DTSF received $15,000 from a nationwide AARP community challenge grant to temporarily paint bump outs on 11 intersections downtown. 

“We’re just making sure that cars and people can kind of coexist downtown,” DTSF Vice President Brandon Hanson said. 

The 11 intersections include three on 10th Street, three on 11th Street, two on 8th Street near Cherapa Place and one on 12th and 2nd near the post office. Within the next few days, intersections at 7th and Phillips and 9th and Phillips will get painted.

The main goal for the temporary bump-outs is to reduce speeds and hopefully make walking downtown safer. Hanson said the pilot project will last until the first snowfall and if it’s successful in slowing down traffic, permanent bump-outs will be installed in the future. 

“This is more of a visual, psychological cue to slow down than just the speed limit sign,” he said. “It also just makes it very clear where the bright green is, very clear wherever there might be a person so you just kind of naturally slow down.”

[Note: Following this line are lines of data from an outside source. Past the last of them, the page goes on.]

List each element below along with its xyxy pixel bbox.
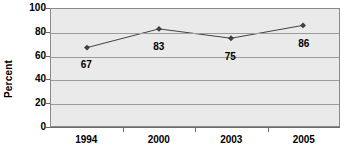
gridline [51, 33, 339, 34]
x-tick-mark [268, 128, 269, 132]
data-value-label: 67 [66, 59, 106, 70]
x-tick-mark [195, 128, 196, 132]
y-tick-mark [46, 103, 50, 104]
x-tick-label: 2005 [274, 134, 334, 146]
data-point-marker [84, 45, 90, 51]
line-chart: Percent 020406080100 1994200020032005 67… [0, 0, 351, 158]
data-point-marker [228, 35, 234, 41]
y-tick-mark [46, 8, 50, 9]
x-tick-label: 2003 [201, 134, 261, 146]
x-tick-mark [123, 128, 124, 132]
y-tick-mark [46, 56, 50, 57]
gridline [51, 80, 339, 81]
y-tick-label: 0 [14, 122, 46, 132]
gridline [51, 57, 339, 58]
y-tick-label: 20 [14, 98, 46, 108]
y-tick-mark [46, 127, 50, 128]
y-tick-label: 80 [14, 27, 46, 37]
data-point-marker [300, 22, 306, 28]
data-point-marker [156, 26, 162, 32]
series-polyline [87, 25, 303, 47]
y-tick-label: 40 [14, 74, 46, 84]
data-value-label: 83 [139, 41, 179, 52]
y-tick-mark [46, 32, 50, 33]
y-tick-label: 100 [14, 3, 46, 13]
x-tick-label: 2000 [129, 134, 189, 146]
x-tick-label: 1994 [56, 134, 116, 146]
y-tick-mark [46, 79, 50, 80]
y-tick-label: 60 [14, 51, 46, 61]
y-axis-tick-labels: 020406080100 [14, 0, 46, 158]
data-value-label: 86 [284, 38, 324, 49]
gridline [51, 104, 339, 105]
data-value-label: 75 [210, 51, 250, 62]
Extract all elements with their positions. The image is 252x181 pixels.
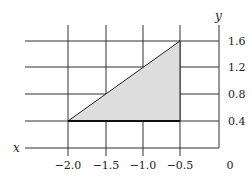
x-tick-label-origin: 0 bbox=[227, 159, 234, 172]
x-tick-label: −1.0 bbox=[130, 159, 157, 172]
y-tick-label: 0.8 bbox=[228, 88, 246, 101]
y-axis-label: y bbox=[214, 9, 222, 23]
x-tick-label: −0.5 bbox=[167, 159, 194, 172]
shaded-triangle bbox=[68, 41, 180, 121]
y-tick-label: 0.4 bbox=[228, 115, 246, 128]
x-axis-label: x bbox=[13, 141, 20, 155]
x-tick-label: −2.0 bbox=[55, 159, 82, 172]
y-tick-label: 1.2 bbox=[228, 61, 246, 74]
chart: x y −2.0 −1.5 −1.0 −0.5 0 1.6 1.2 0.8 0.… bbox=[0, 0, 252, 181]
x-tick-label: −1.5 bbox=[93, 159, 120, 172]
y-tick-label: 1.6 bbox=[228, 35, 246, 48]
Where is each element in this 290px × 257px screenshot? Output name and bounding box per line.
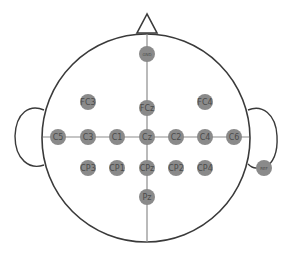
electrode-label: FC4 [197, 98, 212, 107]
electrode-label: FC3 [80, 98, 95, 107]
electrode-cp2: CP2 [168, 160, 184, 176]
electrode-cz: Cz [139, 129, 155, 145]
left-ear [15, 108, 44, 166]
electrode-label: Pz [142, 193, 151, 202]
electrode-label: C6 [229, 133, 240, 142]
electrode-label: Cz [142, 133, 152, 142]
electrode-label: CP3 [80, 164, 96, 173]
electrode-label: CPz [140, 164, 155, 173]
electrode-c3: C3 [80, 129, 96, 145]
electrode-cp3: CP3 [80, 160, 96, 176]
electrode-pz: Pz [139, 189, 155, 205]
electrode-label: REF [260, 166, 268, 171]
electrode-fcz: FCz [139, 100, 155, 116]
eeg-electrode-diagram: GNDFC3FCzFC4C5C3C1CzC2C4C6CP3CP1CPzCP2CP… [0, 0, 290, 257]
electrode-label: CP2 [168, 164, 184, 173]
electrode-gnd: GND [139, 46, 155, 62]
electrode-label: FCz [140, 104, 154, 113]
electrode-label: C1 [112, 133, 123, 142]
electrode-c1: C1 [109, 129, 125, 145]
electrode-ref: REF [256, 160, 272, 176]
electrode-label: C3 [83, 133, 94, 142]
electrode-label: C2 [171, 133, 182, 142]
electrode-c6: C6 [226, 129, 242, 145]
electrode-label: CP1 [109, 164, 125, 173]
electrode-c5: C5 [50, 129, 66, 145]
electrode-label: C5 [53, 133, 64, 142]
electrode-cpz: CPz [139, 160, 155, 176]
nose-marker [137, 14, 157, 33]
electrode-label: C4 [200, 133, 211, 142]
right-ear [248, 108, 277, 168]
electrode-c4: C4 [197, 129, 213, 145]
electrode-cp4: CP4 [197, 160, 213, 176]
electrode-c2: C2 [168, 129, 184, 145]
electrode-label: CP4 [197, 164, 213, 173]
electrode-cp1: CP1 [109, 160, 125, 176]
electrode-label: GND [142, 52, 151, 57]
electrode-fc4: FC4 [197, 94, 213, 110]
electrode-fc3: FC3 [80, 94, 96, 110]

Abril Johnson often walks her dog downtown. She said the streets aren’t too bad, but does acknowledge that people are driving faster than the speed limit. 

“Downtown is a busy place so I think they could put something here,” she said. 

About 4,000 people live downtown, Hanson said, and most of them don’t have vehicles and find themselves walking most places. The average speed on the downtown streets is 28 mph, despite the 20 mph signs.  

Hanson said very little of the $15,000 was spent on paint for the 11 intersections and most of the money will go toward delineators, or small orange cones that help direct traffic. 

“Over the next two days, you’ll see some more artistic ones installed, much larger Yeah. To kind of, again, visually cue the cars to that area and let people walk in there.” 

A similar project with the temporary bump-outs was done a few years ago on 8th street and now, there is a permanent bump out with a crosswalk, delineators in the road and other visible signs for drivers to slow down.

“Usually, like when I see a crosswalk that’s painted, I know that indicates it’s safer to cross here than other spots,” Johnson said. 

The bump-out pilot project is part of DTSF’s Lively and Beautiful Streets (LABS) initiative, which aims to improve infrastructure and pedestrian foot traffic in the neighborhood. 

“It benefits everybody, it benefits the person in the car who doesn’t hit somebody,” Hanson said. “It also benefits the store owner in the retail environment downtown because people stay a little longer, it’s easier to go out to a restaurant where the patios are a little nicer.”

Also part of the LABS initiative are signs telling people to dismount their bikes and skateboards on downtown streets.

“It’s creating a better patio environment for restaurant goers where you’re not having a bike whizzing by maybe taking out at a server or something,” Hanson said. “They’d go out about the exact same time as these painted bumpouts.”